Indian bonds make best Asian gains in 2007

Indian bonds make best Asian gains in 2007

Last updated:
2 MIN READ

New Delhi: Bond funds doubled their holdings of Indian debt, Asia's best-performing investment-grade market in 2007, predicting currency gains will stop commodity prices from fuelling inflation.

Reserve Bank of India Governor Yaga Venugopal Reddy allowed the rupee to appreciate 12.3 per cent this year, reducing costs of imported oil, gold and copper. Inflation slowed to a 3.1 per cent annual pace in November, compared with 4.3 per cent in the US and 6.9 per cent in China.

Aberdeen Asset Management Plc, Scotland's largest independent money manager, and DBS Asset Management Ltd, part of Southeast Asia's biggest lender, are buying Indian bonds to profit from higher prices and the stronger rupee.

Debt funds in India, including local units of Deutsche Asset Management and ING Investment Management, more than doubled this year to Rs2.1 trillion ($54 billion), according to data compiled by the Association of Mutual Funds in India.

"India is bucking a regional trend of higher inflation," said Edwin Gutierrez, who helps oversee $5.5 billion of emerging-market debt in London at Aberdeen-based Aberdeen Asset, which increased its India debt holdings 50 per cent since June.

"Currency strength has helped and I see that continuing."

Expensive funding

Investors measuring performance in dollars earned 19.4 per cent in Indian debt this year, compared with 8.9 per cent for Treasuries, according to data compiled by HSBC Holdings Plc. International investors bought $2.2 billion, twice as much as last year, Securities & Exchange Board of India data show.
Local banks hold 70 per cent of the debt and broader ownership may help fund $500 billion for roads and ports over five years.

India's local currency bonds are rated BBB- by Standard & Poor's, the lowest investment grade. They returned 6.3 per cent in 2007, second only to Indonesia among 10 Asian debt markets outside of Japan, according to London-based HSBC. Indonesia's bonds, rated BB+, returned 9.8 per cent.

Rising global money-market borrowing costs prompted some investors to shun Indian debt, according to Geneva-based Pictet & Cie, Switzerland's largest closely held private bank.

"Funding is getting expensive" for investors borrowing dollars to buy rupee debt, said Ting Wee-Ming, who helps manage $2 billion of emerging market debt at Pictet in Singapore. "Indian bonds might not be attractive now."

At a glance: Inflation falls to 3.1%

- Inflation in India slowed to a 3.1 per cent annual pace in November, compared with 4.3 per cent in the US and 6.9 per cent in China.

- The yield on the 5.48 per cent bond due in June 2009 fell to 7.7 per cent yesterday from a six-year high of 8.19 per cent in April. The price rose to 97 from 95.95. The 10-year yield declined to 7.82 per cent from a 4 1/2-year high of 8.4 per cent in July 2006.

- The three-month dollar London interbank offered rate rose 0.86 percentage point above the Fed's 4.25 per cent benchmark overnight rate on December 11, the biggest gap since November 1999.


_Task description_: All lines below containing the string "KuduZebraImpalaRhi" are to be copied.

=== Data for this exercise ===

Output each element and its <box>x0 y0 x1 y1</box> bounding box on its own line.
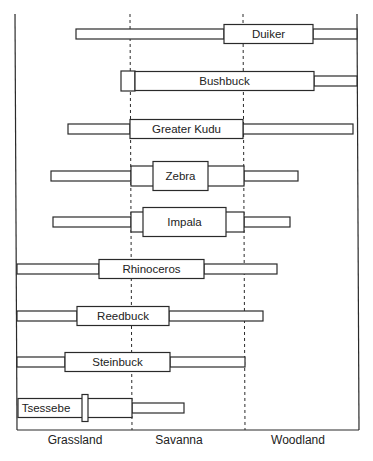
habitat-range-chart: DuikerBushbuckGreater KuduZebraImpalaRhi… <box>0 0 373 461</box>
x-label-grassland: Grassland <box>48 433 103 447</box>
left-axis-line <box>15 14 17 430</box>
species-row-rhinoceros: Rhinoceros <box>17 260 277 279</box>
greater-kudu-thin-range <box>68 124 130 134</box>
bushbuck-thin-range <box>314 76 357 86</box>
duiker-thin-range <box>76 29 224 39</box>
species-row-greater-kudu: Greater Kudu <box>68 120 353 139</box>
tsessebe-thin-range <box>132 403 184 413</box>
species-label-zebra: Zebra <box>165 170 196 182</box>
species-row-impala: Impala <box>53 208 290 237</box>
species-row-steinbuck: Steinbuck <box>17 353 245 372</box>
impala-thin-range <box>244 217 290 227</box>
steinbuck-thin-range <box>170 357 245 367</box>
species-row-zebra: Zebra <box>51 162 298 191</box>
species-row-duiker: Duiker <box>76 25 357 44</box>
species-label-reedbuck: Reedbuck <box>97 310 149 322</box>
duiker-thin-range <box>313 29 357 39</box>
impala-thin-range <box>53 217 131 227</box>
species-label-duiker: Duiker <box>252 28 285 40</box>
species-label-greater-kudu: Greater Kudu <box>152 123 221 135</box>
bushbuck-medium-range <box>121 71 135 91</box>
x-label-savanna: Savanna <box>155 433 203 447</box>
steinbuck-thin-range <box>17 357 65 367</box>
species-label-rhinoceros: Rhinoceros <box>122 263 180 275</box>
x-label-woodland: Woodland <box>271 433 325 447</box>
species-row-tsessebe: Tsessebe <box>18 395 184 422</box>
species-row-reedbuck: Reedbuck <box>17 307 263 326</box>
species-bars: DuikerBushbuckGreater KuduZebraImpalaRhi… <box>17 25 357 422</box>
zebra-thin-range <box>244 171 298 181</box>
species-label-steinbuck: Steinbuck <box>92 356 143 368</box>
rhinoceros-thin-range <box>204 264 277 274</box>
greater-kudu-thin-range <box>243 124 353 134</box>
x-axis-labels: Grassland Savanna Woodland <box>48 433 325 447</box>
species-label-tsessebe: Tsessebe <box>22 402 71 414</box>
rhinoceros-thin-range <box>17 264 99 274</box>
reedbuck-thin-range <box>169 311 263 321</box>
reedbuck-thin-range <box>17 311 77 321</box>
species-label-impala: Impala <box>167 216 202 228</box>
species-label-bushbuck: Bushbuck <box>199 75 250 87</box>
tsessebe-marker-range <box>82 395 88 422</box>
species-row-bushbuck: Bushbuck <box>121 71 357 91</box>
zebra-thin-range <box>51 171 131 181</box>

===

_Response area_:
habitat-range-chart: DuikerBushbuckGreater KuduZebraImpalaRhi… <box>0 0 373 461</box>
species-bars: DuikerBushbuckGreater KuduZebraImpalaRhi… <box>17 25 357 422</box>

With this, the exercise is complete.